Who is the other Hades and which are their family ties?

By: | Post date: 2016-09-20 | Comments: No Comments
Posted in categories: Ancient Greek, Culture, Literature

In this episode of Quora Jeopardy!, I find that the source OP is drawing on (Dimitris Sotiropoulos’ answer to Who is the other Hades and which are their family ties?, see comments) does not necessarily lead to the conclusion he is positing.


The answer is drawn from the first successful Google hit I got on OP’s source material: Mantziou, Mary. 1990. Euripides fr. 912 [math]N^2[/math] (inc. fab.) Dodone (Philologia) 19: 209–224. http://olympias.lib.uoi.gr/jspui…

The source text is an Orphic Hymn attributed to Euripides, and cited in two sources: Clement of Alexandria’s Stromata V 70,2, and Satyrus the Peripatetic’s Life of Euripides, fr. 37 col iii.

Let me cite Clement’s version from the Ante-Nicene Fathers: The Stromata (Clement of Alexandria)

In the most wonderful harmony with these words, Euripides, the philosopher of the drama, is found in the following words—making allusion, I know not how, at once to the Father and the Son:—

To you, the Lord of all, I bring
Cakes and libations too,
O Zeus,
Or Hades
would you choose be called;
[Ζεὺς εἴθ’ ᾍδης ὀνομαζόμενος στέργεις]
Do accept my offering of all fruits,
Rare, full, poured forth.

For a whole burnt-offering and rare sacrifice for us is Christ. And that unwittingly he mentions the Saviour, he will make plain, as he adds:—

For you who, ‘midst the heavenly gods,
Jove’s sceptre sway’st, dost also share
The rule of those underground with Hades.
[χθονίων θ’ ᾍδῃ μετέχεις ἀρχῆς]

Then he says expressly:—

Send light to human souls that fain would know
Whence conflicts spring, and what the root of ills,
And of the blessed gods to whom due rites
Of sacrifice we needs must pay, that so
We may from troubles find repose.

[I’ve corrected the translation “underground with Hades”]

The poem is addressed to a god who can choose to be called either Zeus or Hades, and who both holds Zeus’ sceptre, and rules over the chthonic souls.

Clement’s conclusion is that the Orphic hymns anticipate Christian theology, with God the Father as Zeus, God the Son as Hades, and the two being conflated as the one Substance. Satyrus thought this reflected Anaxagoras’ cosmology instead. Other historians of religion have thought the Zeus/Hades blend is Plutus, or Zagreus, or Dionysus or some other Other God, whether Orphic or Chthonic. Mantziou herself (too clever by half) thinks that since this is a necromancy, the Other God is the other god involved in necromancies, Hermes.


§ **What you should do**: Your answer must be the exact lines from the one holding "Describe the element" through the end of the entries, with no pictures.

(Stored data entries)
++++++++++++++++++++

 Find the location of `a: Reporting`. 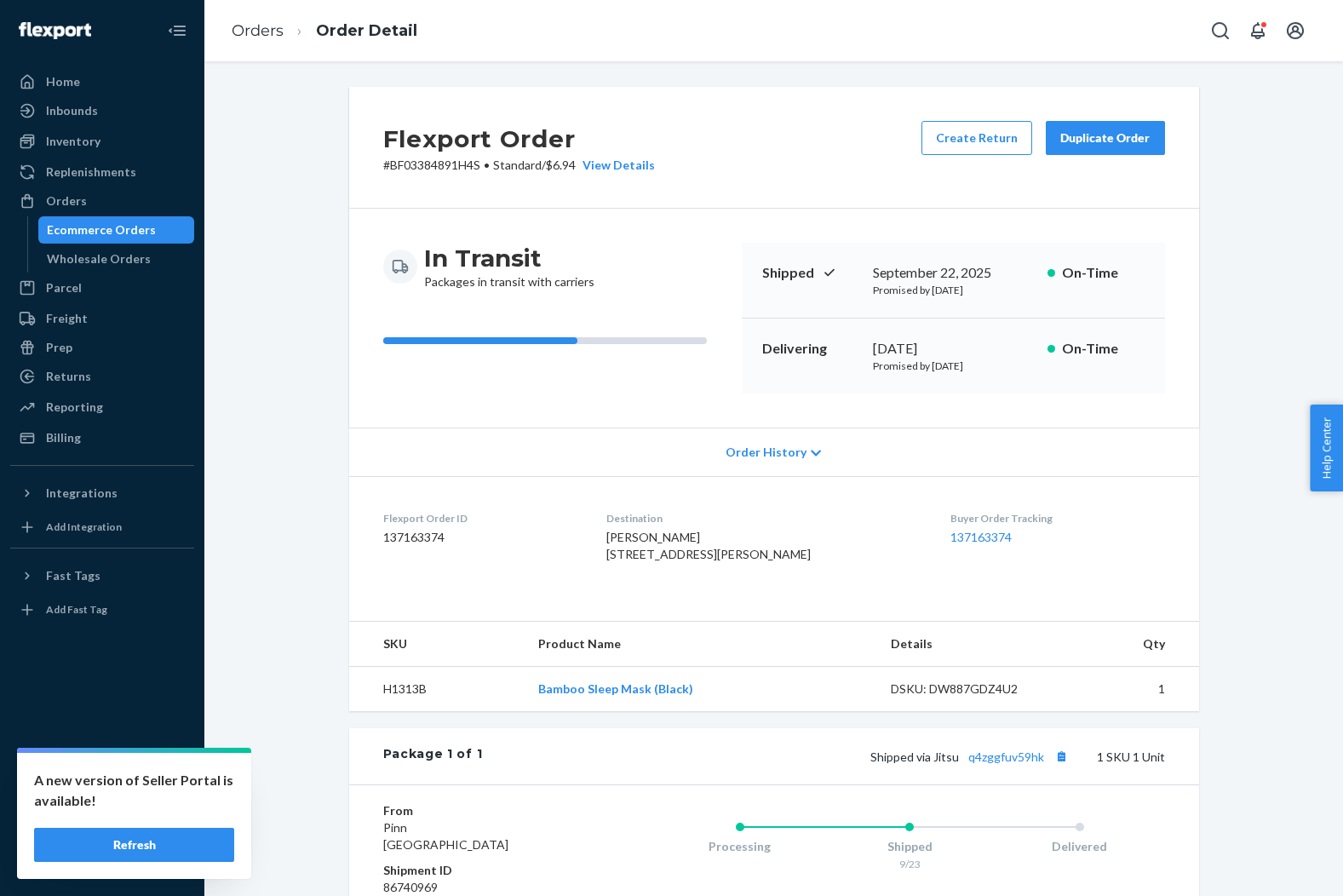

a: Reporting is located at coordinates (102, 407).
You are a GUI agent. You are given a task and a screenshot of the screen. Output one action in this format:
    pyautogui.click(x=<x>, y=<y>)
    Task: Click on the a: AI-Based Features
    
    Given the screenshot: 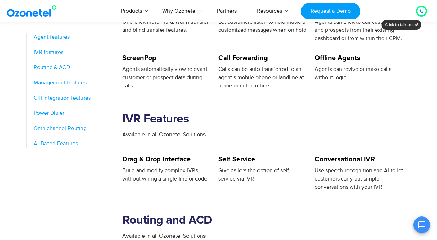 What is the action you would take?
    pyautogui.click(x=74, y=144)
    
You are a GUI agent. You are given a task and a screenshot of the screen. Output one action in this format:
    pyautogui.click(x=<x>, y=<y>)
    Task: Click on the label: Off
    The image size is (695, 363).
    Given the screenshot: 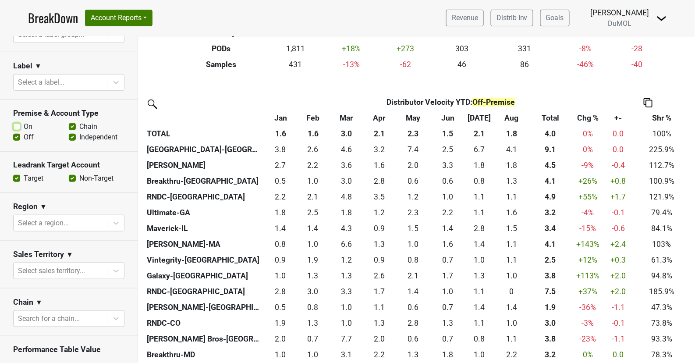 What is the action you would take?
    pyautogui.click(x=28, y=137)
    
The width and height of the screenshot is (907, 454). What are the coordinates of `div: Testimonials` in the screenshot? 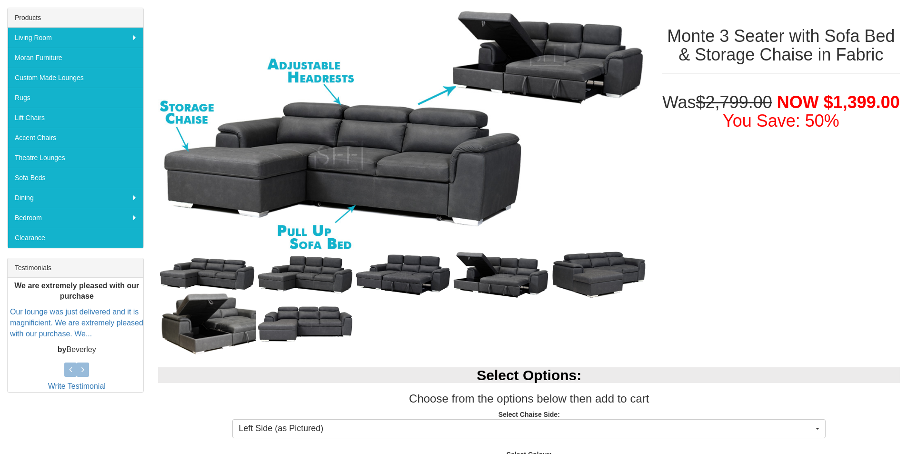 It's located at (75, 268).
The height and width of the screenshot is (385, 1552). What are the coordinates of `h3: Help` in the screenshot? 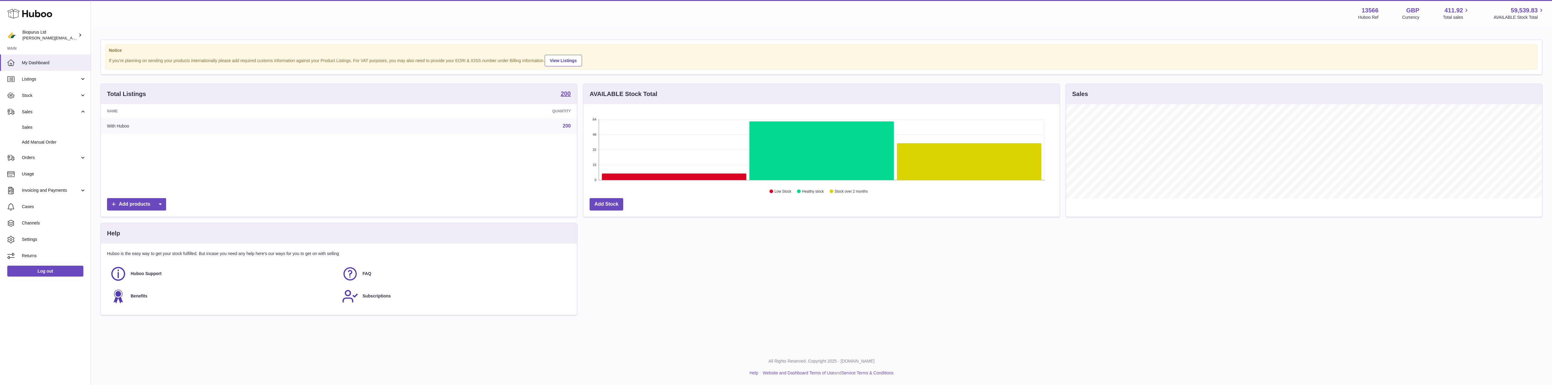 It's located at (113, 233).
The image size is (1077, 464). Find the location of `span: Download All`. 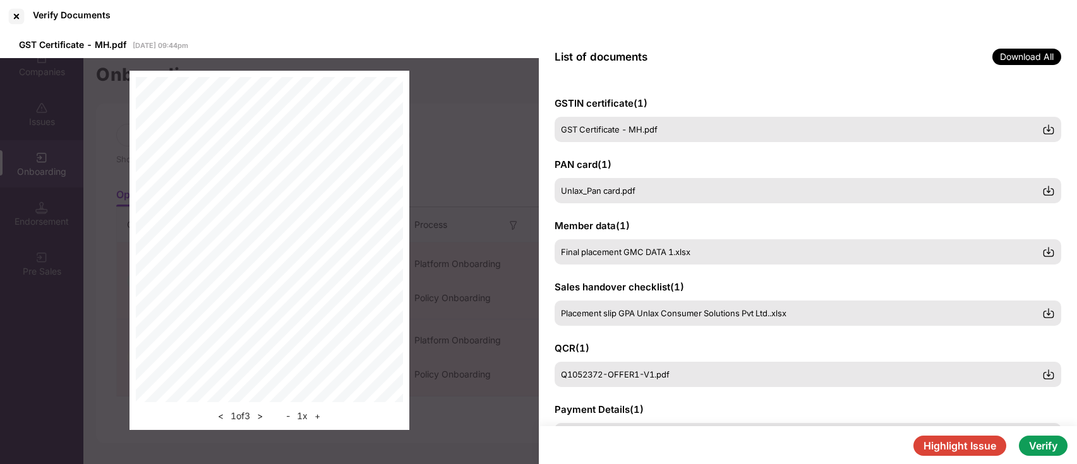

span: Download All is located at coordinates (1027, 57).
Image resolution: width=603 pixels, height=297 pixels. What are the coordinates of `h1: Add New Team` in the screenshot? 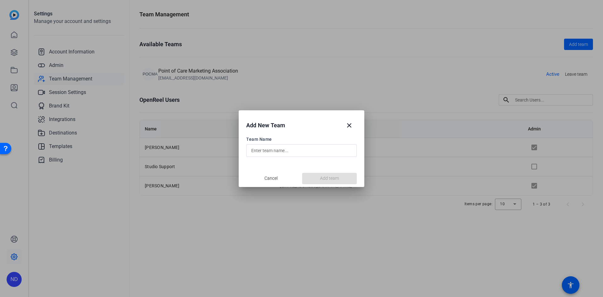 It's located at (266, 125).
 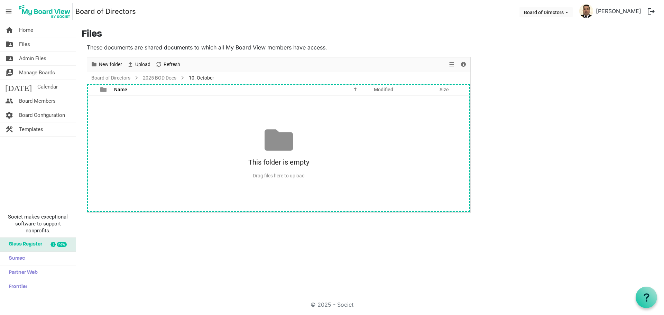 What do you see at coordinates (370, 35) in the screenshot?
I see `h3: Files` at bounding box center [370, 35].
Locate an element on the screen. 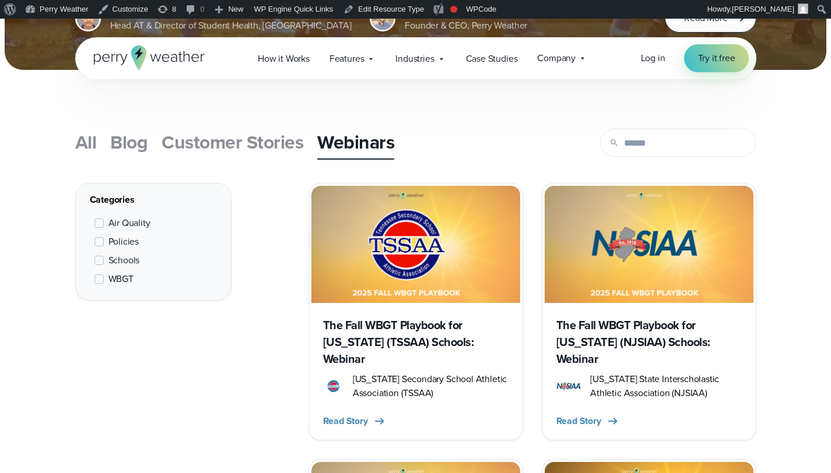  img: NJSIAA is located at coordinates (568, 387).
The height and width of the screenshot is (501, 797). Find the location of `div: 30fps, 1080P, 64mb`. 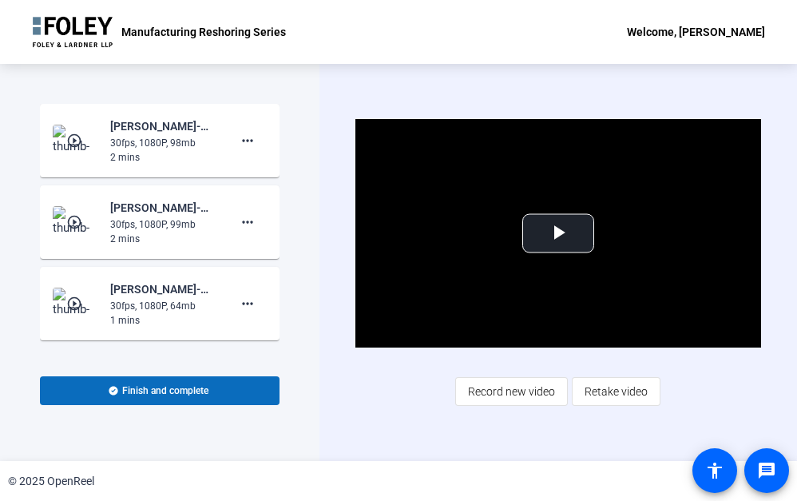

div: 30fps, 1080P, 64mb is located at coordinates (164, 306).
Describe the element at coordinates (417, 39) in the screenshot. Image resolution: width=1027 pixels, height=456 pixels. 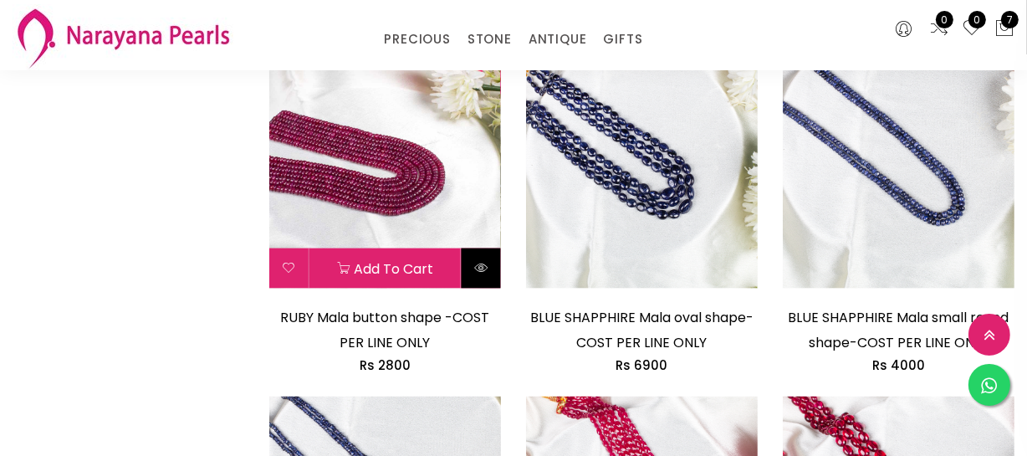
I see `a: PRECIOUS` at that location.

++++++++++++++++++++

§ **Output**:
Describe the element at coordinates (417, 39) in the screenshot. Image resolution: width=1027 pixels, height=456 pixels. 
I see `a: PRECIOUS` at that location.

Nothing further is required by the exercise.